--- TASK TO COMPLETE ---
The records below are to be repeated exactly, minus any pictures.

Stored data entries
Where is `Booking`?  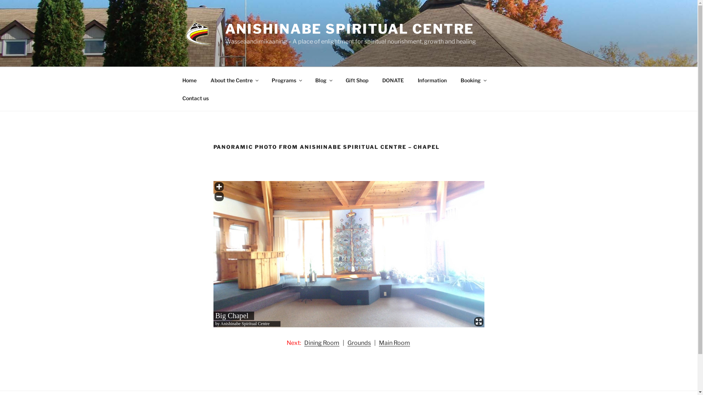
Booking is located at coordinates (473, 80).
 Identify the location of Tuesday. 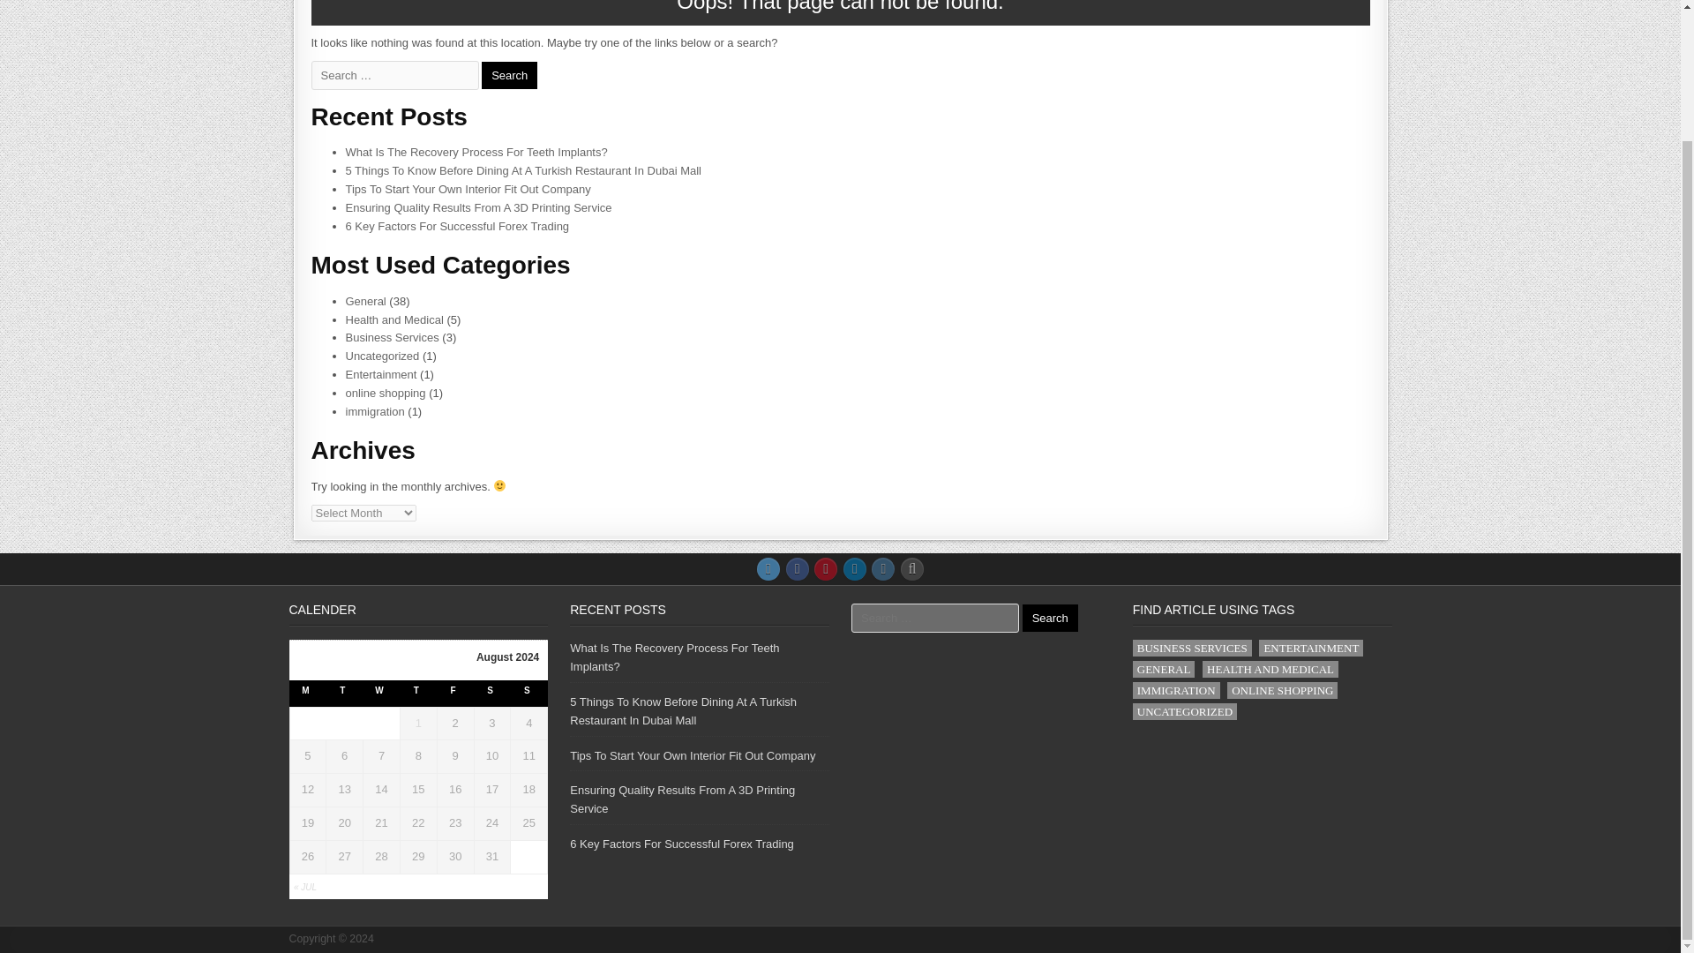
(345, 694).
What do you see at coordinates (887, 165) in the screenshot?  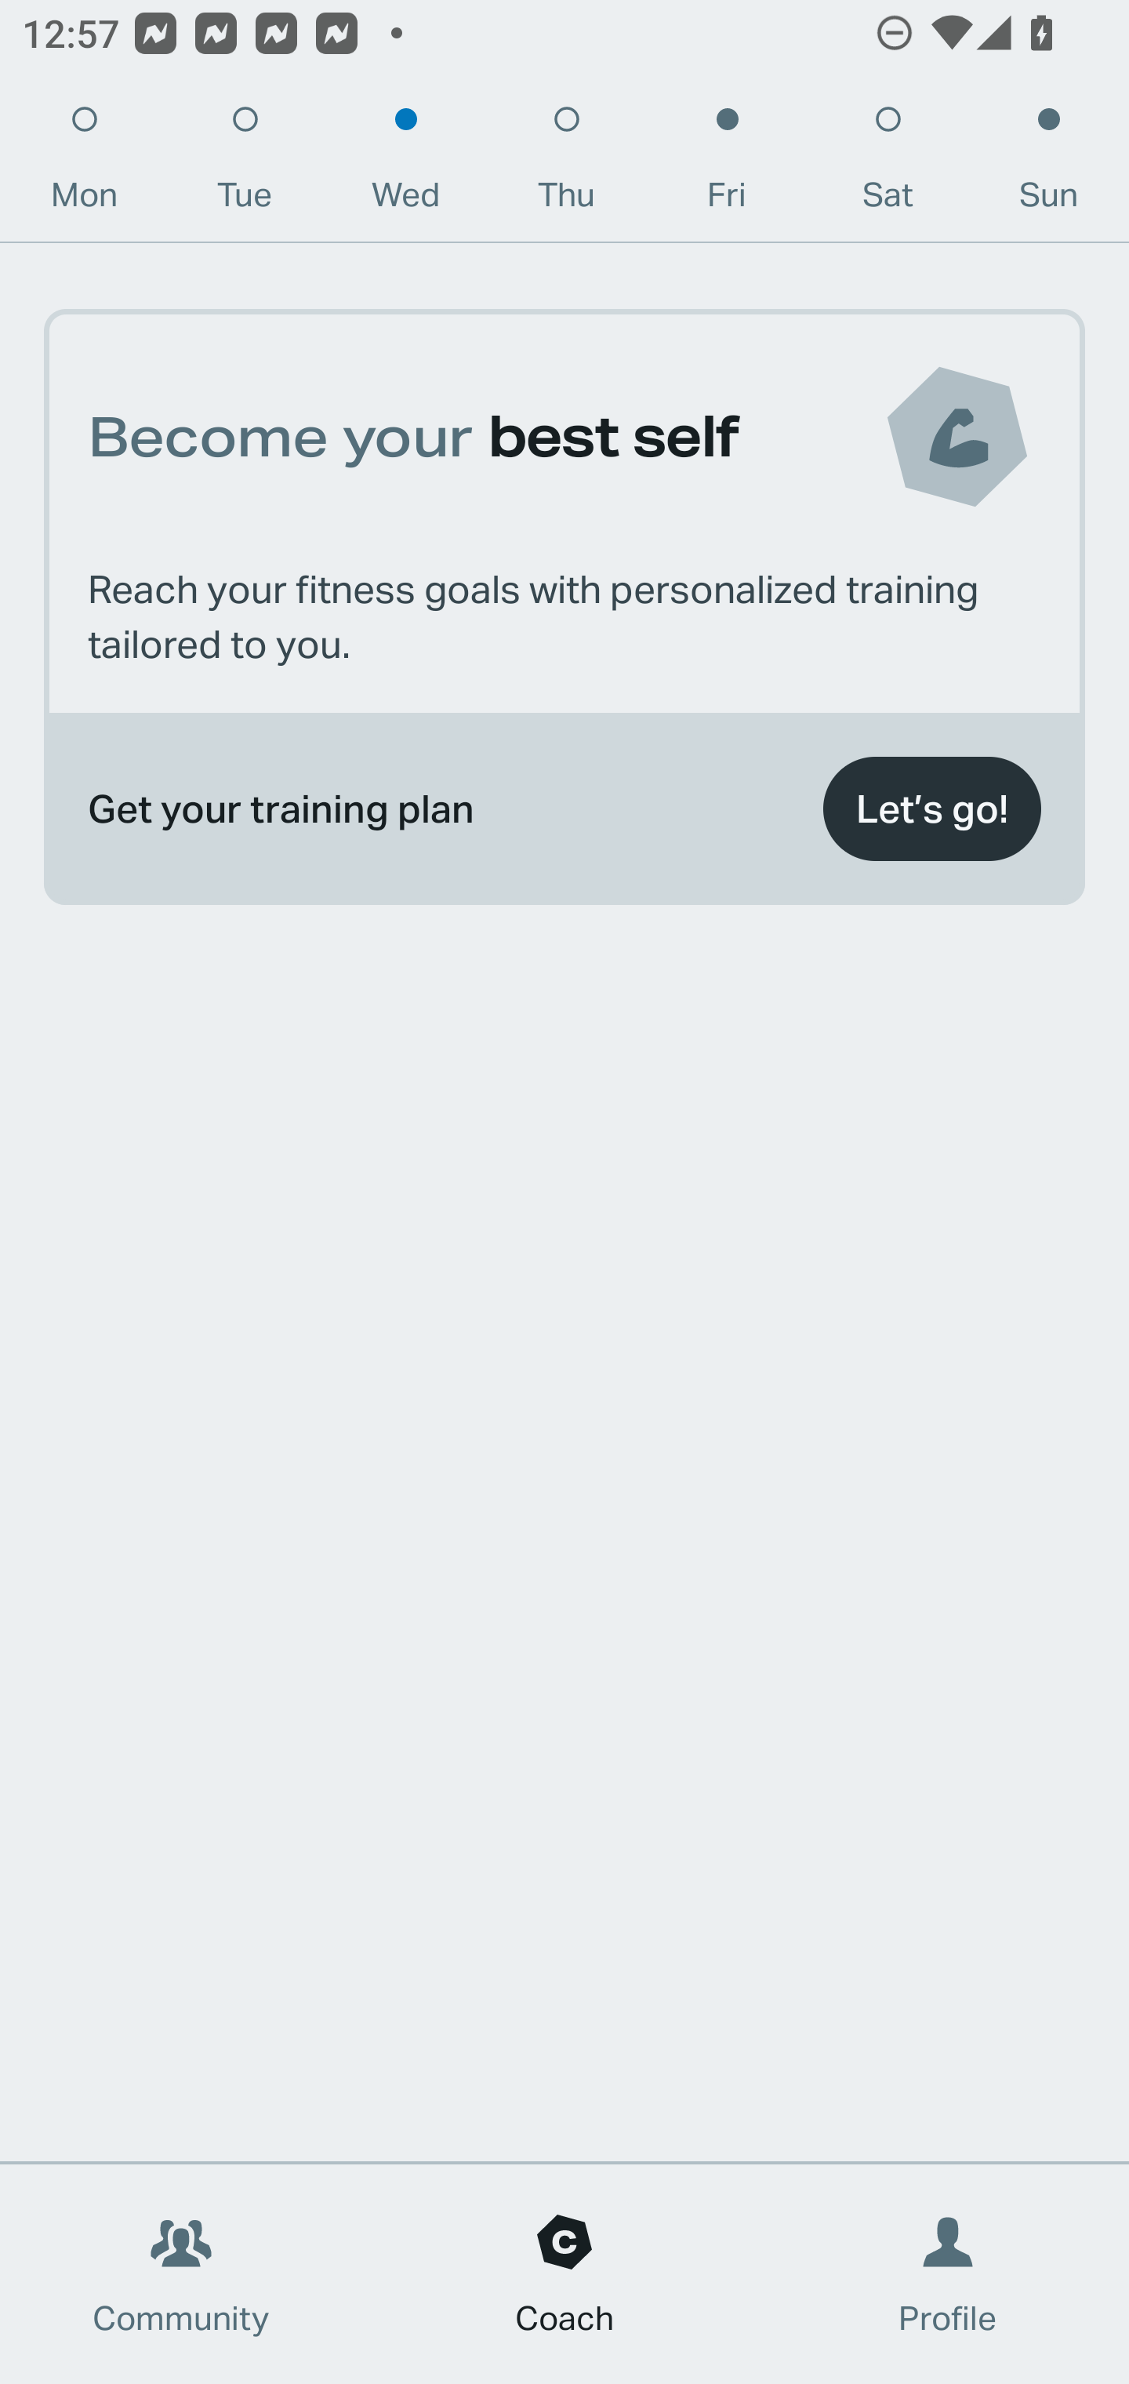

--- EXERCISE RESULT ---
Where is `Booking`?  
Booking is located at coordinates (473, 80).
 Identify the location of Tuesday. 
(345, 694).
What do you see at coordinates (887, 165) in the screenshot?  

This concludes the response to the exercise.